The family of microRNA genes is part of the human genome, which was considered until not too long ago as "junk-DNA". However, microRNAs are now known to fulfill an important role in regulating the production process of proteins by other genes. These tiny RNA molecules, which are one percent of the average size of a protein-coding gene, act as suppressors of inflammation and are able to halt the production of proteins.
The research paper, published in the journal Trends in Molecular Medicine, details the evidence linking microRNA pathways, which share regulatory networks in metabolic and anxiety-related conditions. In particular, microRNAs involved in these disorders include regulators of acetylcholine signaling in the nervous system and their accompanying molecular machinery.
Metabolic disorders, such as abdominal obesity and diabetes, have become a global epidemic. In the USA, the prevalence of metabolic syndrome is as high as 35 percent. In other countries, such as Austria, Denmark and Ireland it affects 20-25 percent of the population.
Anxiety disorders are harder to quantify than metabolic ones. They include obsessive-compulsive disorder (OCD), post-traumatic stress disorder (PTSD) and phobia. The full burden of the anxiety spectrum is difficult to assess, due to under-diagnosis and poorly defined pathophysiological processes.
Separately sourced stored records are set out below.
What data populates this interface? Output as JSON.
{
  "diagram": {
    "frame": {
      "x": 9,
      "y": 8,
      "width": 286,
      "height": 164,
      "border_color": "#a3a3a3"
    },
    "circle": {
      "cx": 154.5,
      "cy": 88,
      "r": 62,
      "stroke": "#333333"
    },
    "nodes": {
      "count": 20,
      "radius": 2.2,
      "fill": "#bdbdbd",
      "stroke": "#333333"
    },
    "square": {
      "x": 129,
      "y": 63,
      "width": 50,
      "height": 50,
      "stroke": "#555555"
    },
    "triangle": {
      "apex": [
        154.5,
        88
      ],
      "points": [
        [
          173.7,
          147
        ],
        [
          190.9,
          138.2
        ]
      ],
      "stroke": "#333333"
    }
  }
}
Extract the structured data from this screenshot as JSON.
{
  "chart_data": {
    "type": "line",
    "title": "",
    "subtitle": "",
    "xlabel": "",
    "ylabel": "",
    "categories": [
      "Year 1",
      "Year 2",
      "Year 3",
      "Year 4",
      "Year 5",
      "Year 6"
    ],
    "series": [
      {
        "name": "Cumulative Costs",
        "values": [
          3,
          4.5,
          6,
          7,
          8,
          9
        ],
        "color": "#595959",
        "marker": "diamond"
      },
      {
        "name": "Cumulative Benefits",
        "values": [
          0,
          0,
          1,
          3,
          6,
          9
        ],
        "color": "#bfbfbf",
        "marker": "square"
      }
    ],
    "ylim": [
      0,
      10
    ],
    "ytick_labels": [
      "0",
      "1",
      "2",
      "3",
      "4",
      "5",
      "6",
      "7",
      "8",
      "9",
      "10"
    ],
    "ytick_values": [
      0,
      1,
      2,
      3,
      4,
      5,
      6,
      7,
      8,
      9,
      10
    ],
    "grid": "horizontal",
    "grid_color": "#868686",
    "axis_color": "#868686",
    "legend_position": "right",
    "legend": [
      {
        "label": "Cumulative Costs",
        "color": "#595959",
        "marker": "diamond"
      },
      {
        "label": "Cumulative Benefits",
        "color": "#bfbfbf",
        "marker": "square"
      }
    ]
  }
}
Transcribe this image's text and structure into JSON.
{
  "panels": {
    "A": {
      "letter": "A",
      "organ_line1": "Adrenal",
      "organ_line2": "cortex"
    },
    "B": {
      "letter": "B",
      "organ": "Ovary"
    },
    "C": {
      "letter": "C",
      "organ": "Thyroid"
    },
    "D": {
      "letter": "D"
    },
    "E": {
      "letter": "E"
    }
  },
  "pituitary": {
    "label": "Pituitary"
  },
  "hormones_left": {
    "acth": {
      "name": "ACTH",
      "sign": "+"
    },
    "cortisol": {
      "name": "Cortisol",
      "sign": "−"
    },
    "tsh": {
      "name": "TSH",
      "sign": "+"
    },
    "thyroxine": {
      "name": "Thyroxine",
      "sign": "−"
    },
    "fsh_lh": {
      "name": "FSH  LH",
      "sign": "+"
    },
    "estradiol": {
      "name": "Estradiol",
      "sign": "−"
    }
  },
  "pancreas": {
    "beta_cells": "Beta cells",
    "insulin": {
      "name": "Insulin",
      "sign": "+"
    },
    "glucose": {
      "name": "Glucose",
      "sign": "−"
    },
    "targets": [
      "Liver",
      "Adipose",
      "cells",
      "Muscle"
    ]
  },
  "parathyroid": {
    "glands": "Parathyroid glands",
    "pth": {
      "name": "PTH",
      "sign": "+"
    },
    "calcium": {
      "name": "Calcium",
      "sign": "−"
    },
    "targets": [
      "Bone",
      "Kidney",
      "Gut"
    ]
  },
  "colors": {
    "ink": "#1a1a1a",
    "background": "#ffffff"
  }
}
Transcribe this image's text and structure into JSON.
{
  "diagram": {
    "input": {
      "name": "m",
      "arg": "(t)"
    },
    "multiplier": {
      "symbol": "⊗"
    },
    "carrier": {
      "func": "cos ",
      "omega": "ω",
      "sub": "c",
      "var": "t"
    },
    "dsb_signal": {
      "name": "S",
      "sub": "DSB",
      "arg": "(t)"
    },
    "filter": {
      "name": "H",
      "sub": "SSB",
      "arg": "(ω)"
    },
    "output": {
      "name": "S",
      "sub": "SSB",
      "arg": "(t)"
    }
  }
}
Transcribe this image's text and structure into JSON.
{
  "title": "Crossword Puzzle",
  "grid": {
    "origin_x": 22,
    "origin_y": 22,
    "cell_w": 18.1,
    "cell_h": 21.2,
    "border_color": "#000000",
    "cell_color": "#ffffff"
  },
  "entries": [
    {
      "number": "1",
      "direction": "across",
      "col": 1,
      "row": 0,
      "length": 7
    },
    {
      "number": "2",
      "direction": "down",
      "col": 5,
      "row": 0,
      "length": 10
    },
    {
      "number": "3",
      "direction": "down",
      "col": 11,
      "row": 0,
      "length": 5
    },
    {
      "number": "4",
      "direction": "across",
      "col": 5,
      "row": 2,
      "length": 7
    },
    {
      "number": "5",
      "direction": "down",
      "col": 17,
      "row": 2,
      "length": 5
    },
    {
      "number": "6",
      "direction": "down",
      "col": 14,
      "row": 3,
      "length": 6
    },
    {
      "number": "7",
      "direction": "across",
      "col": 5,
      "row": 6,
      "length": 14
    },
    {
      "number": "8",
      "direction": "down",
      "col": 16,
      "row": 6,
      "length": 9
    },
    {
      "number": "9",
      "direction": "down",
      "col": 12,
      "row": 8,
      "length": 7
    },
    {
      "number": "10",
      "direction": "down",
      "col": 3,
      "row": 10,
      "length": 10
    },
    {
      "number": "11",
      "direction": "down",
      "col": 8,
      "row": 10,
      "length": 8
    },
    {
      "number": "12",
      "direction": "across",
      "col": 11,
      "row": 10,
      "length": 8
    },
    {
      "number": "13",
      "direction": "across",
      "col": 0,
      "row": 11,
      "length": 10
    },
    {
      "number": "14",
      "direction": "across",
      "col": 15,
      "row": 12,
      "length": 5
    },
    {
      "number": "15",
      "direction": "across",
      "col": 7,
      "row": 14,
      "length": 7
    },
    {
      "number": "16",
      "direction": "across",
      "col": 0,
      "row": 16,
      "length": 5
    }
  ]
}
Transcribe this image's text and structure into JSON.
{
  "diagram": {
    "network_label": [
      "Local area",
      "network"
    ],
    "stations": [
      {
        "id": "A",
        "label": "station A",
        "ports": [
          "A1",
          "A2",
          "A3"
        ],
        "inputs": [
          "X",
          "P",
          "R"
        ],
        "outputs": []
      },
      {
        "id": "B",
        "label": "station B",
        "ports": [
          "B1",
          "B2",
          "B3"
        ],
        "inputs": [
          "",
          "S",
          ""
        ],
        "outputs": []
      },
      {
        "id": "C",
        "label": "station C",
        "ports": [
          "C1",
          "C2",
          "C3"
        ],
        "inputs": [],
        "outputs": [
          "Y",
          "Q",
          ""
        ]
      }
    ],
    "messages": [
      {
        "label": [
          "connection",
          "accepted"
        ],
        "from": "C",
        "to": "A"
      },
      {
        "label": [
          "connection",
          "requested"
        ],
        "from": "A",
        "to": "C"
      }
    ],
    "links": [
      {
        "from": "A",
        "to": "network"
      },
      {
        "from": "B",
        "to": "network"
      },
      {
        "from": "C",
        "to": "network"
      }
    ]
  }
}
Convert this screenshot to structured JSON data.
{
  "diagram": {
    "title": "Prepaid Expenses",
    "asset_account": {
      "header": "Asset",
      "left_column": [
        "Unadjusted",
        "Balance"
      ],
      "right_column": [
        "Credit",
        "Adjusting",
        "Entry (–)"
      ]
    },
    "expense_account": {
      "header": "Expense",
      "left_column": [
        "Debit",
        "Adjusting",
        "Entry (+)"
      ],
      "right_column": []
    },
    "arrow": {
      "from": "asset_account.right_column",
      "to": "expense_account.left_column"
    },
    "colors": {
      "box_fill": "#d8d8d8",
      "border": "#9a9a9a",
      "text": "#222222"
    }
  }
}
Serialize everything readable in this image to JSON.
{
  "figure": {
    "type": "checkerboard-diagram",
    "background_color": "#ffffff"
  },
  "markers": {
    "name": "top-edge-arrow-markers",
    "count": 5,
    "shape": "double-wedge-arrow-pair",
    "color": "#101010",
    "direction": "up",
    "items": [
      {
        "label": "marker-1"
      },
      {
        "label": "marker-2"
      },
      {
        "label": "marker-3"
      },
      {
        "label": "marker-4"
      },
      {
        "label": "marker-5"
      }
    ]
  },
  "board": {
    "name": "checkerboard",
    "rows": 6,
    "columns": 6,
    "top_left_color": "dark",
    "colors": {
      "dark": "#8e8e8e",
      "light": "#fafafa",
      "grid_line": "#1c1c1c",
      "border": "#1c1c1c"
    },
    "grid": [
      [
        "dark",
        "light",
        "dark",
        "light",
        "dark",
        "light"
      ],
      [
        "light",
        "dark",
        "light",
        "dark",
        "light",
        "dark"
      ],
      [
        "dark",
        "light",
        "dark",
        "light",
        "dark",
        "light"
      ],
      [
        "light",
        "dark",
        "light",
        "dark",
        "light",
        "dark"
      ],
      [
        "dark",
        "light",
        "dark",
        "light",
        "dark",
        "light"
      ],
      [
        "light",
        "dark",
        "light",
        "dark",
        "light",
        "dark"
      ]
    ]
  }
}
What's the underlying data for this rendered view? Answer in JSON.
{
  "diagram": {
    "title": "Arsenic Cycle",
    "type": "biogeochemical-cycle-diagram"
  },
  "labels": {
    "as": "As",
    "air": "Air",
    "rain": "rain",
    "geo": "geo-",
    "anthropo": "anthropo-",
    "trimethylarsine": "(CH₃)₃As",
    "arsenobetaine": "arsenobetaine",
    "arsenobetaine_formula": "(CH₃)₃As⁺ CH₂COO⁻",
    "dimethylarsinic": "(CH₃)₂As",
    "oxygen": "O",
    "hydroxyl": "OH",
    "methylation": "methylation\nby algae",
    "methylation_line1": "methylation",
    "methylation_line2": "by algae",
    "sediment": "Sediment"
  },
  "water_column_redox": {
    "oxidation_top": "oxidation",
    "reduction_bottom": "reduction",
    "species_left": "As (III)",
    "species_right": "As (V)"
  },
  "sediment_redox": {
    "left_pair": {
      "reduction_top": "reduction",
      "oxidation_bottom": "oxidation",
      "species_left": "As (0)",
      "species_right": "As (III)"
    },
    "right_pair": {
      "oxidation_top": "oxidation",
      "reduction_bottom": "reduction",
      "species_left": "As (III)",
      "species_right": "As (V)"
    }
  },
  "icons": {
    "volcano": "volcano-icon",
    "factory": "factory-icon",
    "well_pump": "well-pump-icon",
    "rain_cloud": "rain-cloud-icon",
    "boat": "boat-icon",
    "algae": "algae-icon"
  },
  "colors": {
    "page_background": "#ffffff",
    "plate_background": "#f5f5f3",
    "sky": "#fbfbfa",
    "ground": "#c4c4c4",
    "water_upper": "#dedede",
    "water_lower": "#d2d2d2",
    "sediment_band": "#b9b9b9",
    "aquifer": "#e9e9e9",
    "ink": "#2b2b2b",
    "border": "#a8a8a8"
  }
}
This newly revealed link offers novel opportunities for innovative diagnoses and treatment of both metabolic and anxiety-related phenomena.
"The discovery has a diagnostic value and practical implications, because the activity of microRNAs can be manipulated by DNA-based drugs," explains Prof. Soreq. "It also offers an opportunity to reclassify ‘healthy’ and ‘unhealthy’ anxiety and metabolic-prone states, and inform putative strategies to treat these disorders."